While David Lovejoy’s latest book, Heresy, is fiction, it is based in a pivotal moment in Christian history when the influence of Augustine of Hippo usurped a more compassionate approach to morality by his contemporary, the British scholar Pelagius. It is Saint Augustine’s doctrine of Original Sin – not to mention the notion of a ‘just war’ – which is entrenched in the Church rather than Pelagius’s belief in free will and the power to choose either good or evil. Sadly for a more ‘free-spirited’ Christianity, the Catholic Church denounced Pelagius’s ideas and declared him a heretic at Augustine’s urging.
Lovejoy tells the story of this fourth century moral struggle through the eyes of Arwel, Pelagius’s servant. He acts in a sense like Sherlock Holmes’s Dr Watson, unravelling spiritual mysteries rather than crimes – though a few crimes explode into action on the way. The novel follows the young Arwel’s escape from servitude in Britain, his meeting with Pelagius, their travels to Rome and the subsequent confrontation with Augustine in Palestine.
Though little is known of Pelagius’s life, David Lovejoy manages to flesh out a credible narrative from the few facts available. There’s tyranny, sex and violence – as well as metaphysical musings – as you would expect from a full life in troubled times when the Roman Empire was doomed to fall.
Lovejoy also explores the dark side of fanatical belief when one of the great minds of the age, the female mathematician and philosopher Hypatia of Alexandria, runs foul of the Christian mob.
For the author, ‘The defeat of Pelagian ideals marks the beginning of the dark ages in Europe.’ In many ways it is a dark age which has continued to this day, with Church ‘fathers’ battling with a sense of sin rather than exploring the uplifting messages of their original leader.
What Lovejoy makes clear, as a timely reminder to the present age, is that, other than Jesus’s alleged teachings, there is no immutable truth produced by the Church itself. Its doctrine has been formed out of the arguments of men, and some of them without the welfare of the faithful in mind.
– Dr Victor Marsh, author of Mr Isherwood Changes Trains and Speak Now: Australian Perspectives on Same-Sex Marriage, will launch David’s book at the Byron Bay Writers’ Festival on Friday August 3 at 3pm in the Lakehouse. David is also the author of the memoir Between Dark and Dark and the historical novel Moral Victories. See more at www.pelagius.com.au.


> _Work item_:
Copy each entry verbatim, excluding its images.

> _Given data_:
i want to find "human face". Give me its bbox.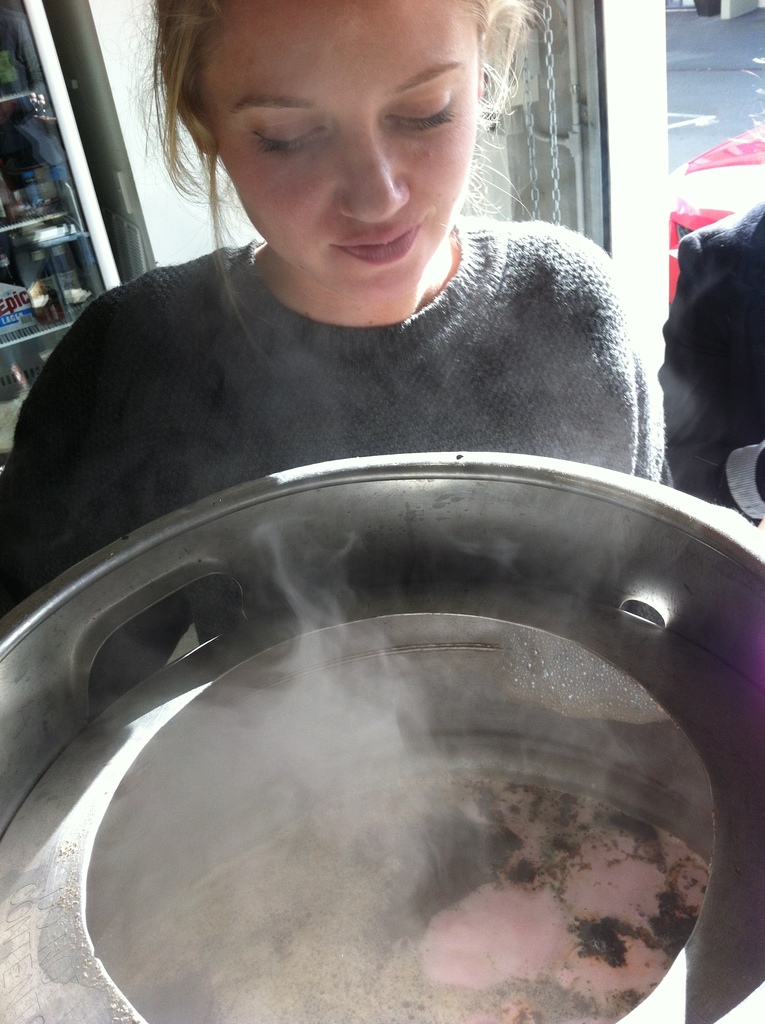
[x1=207, y1=0, x2=478, y2=304].
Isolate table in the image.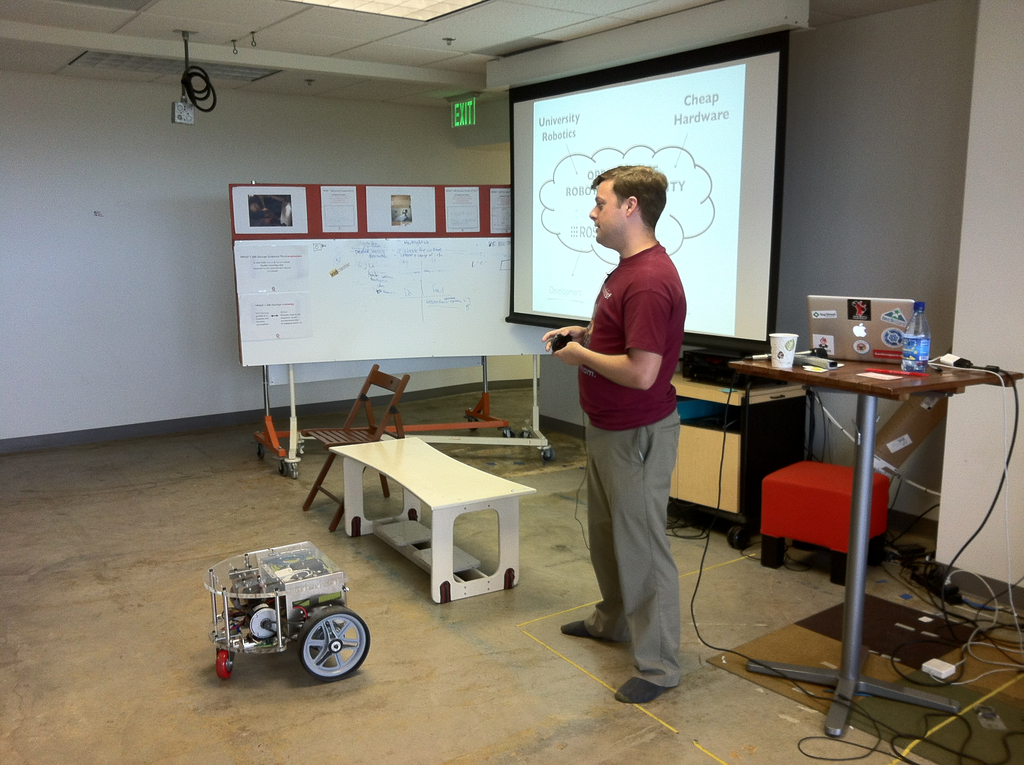
Isolated region: <box>675,364,815,551</box>.
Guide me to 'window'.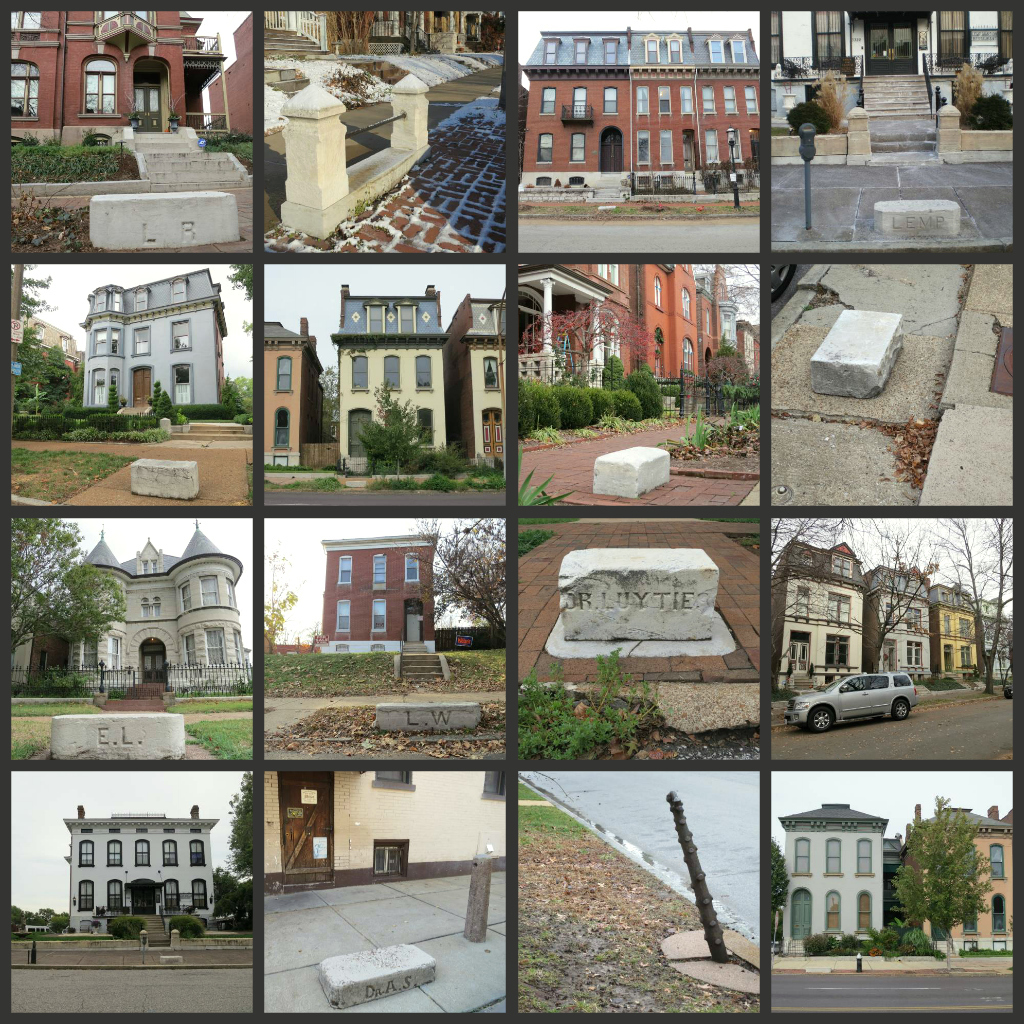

> _Response below_:
i want to find "human face". Give me its bbox.
[x1=207, y1=0, x2=478, y2=304].
Isolate table in the image.
Isolated region: <box>675,364,815,551</box>.
Guide me to 'window'.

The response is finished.